Government employees are probably overpaid in both states, but the situation is worse in California, as I discuss in this interview with John Stossel.

Dan Mitchell Comparing Excessive Bureaucrat Compensation in Texas and California

But being better than California is not exactly a ringing endorsement of Texas fiscal policy.

A column in today’s Wall Street Journal, written by the state’s Comptroller of Public Accounts, points out some worrisome signs.

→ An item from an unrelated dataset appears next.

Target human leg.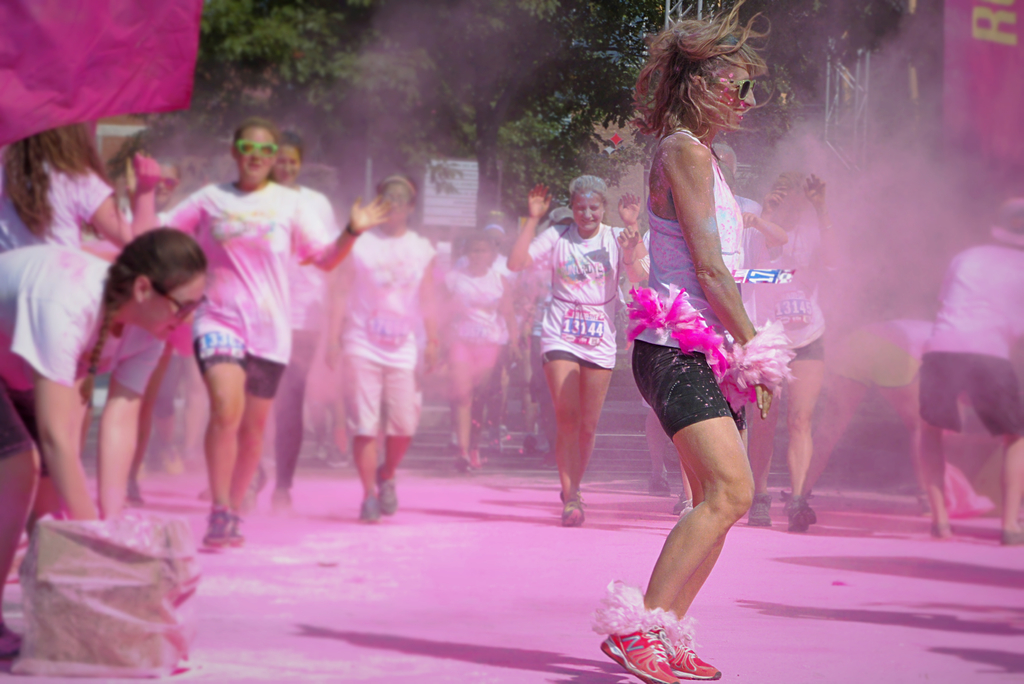
Target region: x1=660, y1=405, x2=744, y2=678.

As the chief financial officer of the nation’s second-largest state, even I have found it hard to get a handle on how much governments are spending, and how much debt they’re taking on. Every level of government is piling up incredible bills. And they’re coming due, whether we like it or not. Even in low-tax Texas, property taxes have risen three times faster than the inflation rate and four times faster than our population growth since 1992. Our local governments, meanwhile, more than doubled their debt load in the last decade, to more than $7,500 in debt for every man, woman and child in the state. In Houston alone, city-employee pension plans are facing an unfunded liability of $2.4 billion. But too many taxpayers aren’t given the information they need to make informed decisions when they vote debt issues. Recently I spent several months holding about 40 town-hall meetings with Texans across our state. Each time, I asked the attendees if they could tell me how much debt their local governments are carrying. Not a single person in a single town had this information.

In other words, taxpayers need to be eternally vigilant, regardless of where they live. Otherwise the corrupt rectangle of politicians, bureaucrats, lobbyists, and interest groups will figure out hidden ways of using the political process to obtain unearned wealth.

P.S. The second-most-viewed post on this blog is this joke about Texas, California, and a coyote, so it must be at least somewhat amusing. If you want some Texas-specific humor, this police exam is amusing and you’ll enjoy this joke about the difference between Texans, liberals and conservatives. And if you want California-specific humor, this Chuck Asay cartoon hits the nail on the head.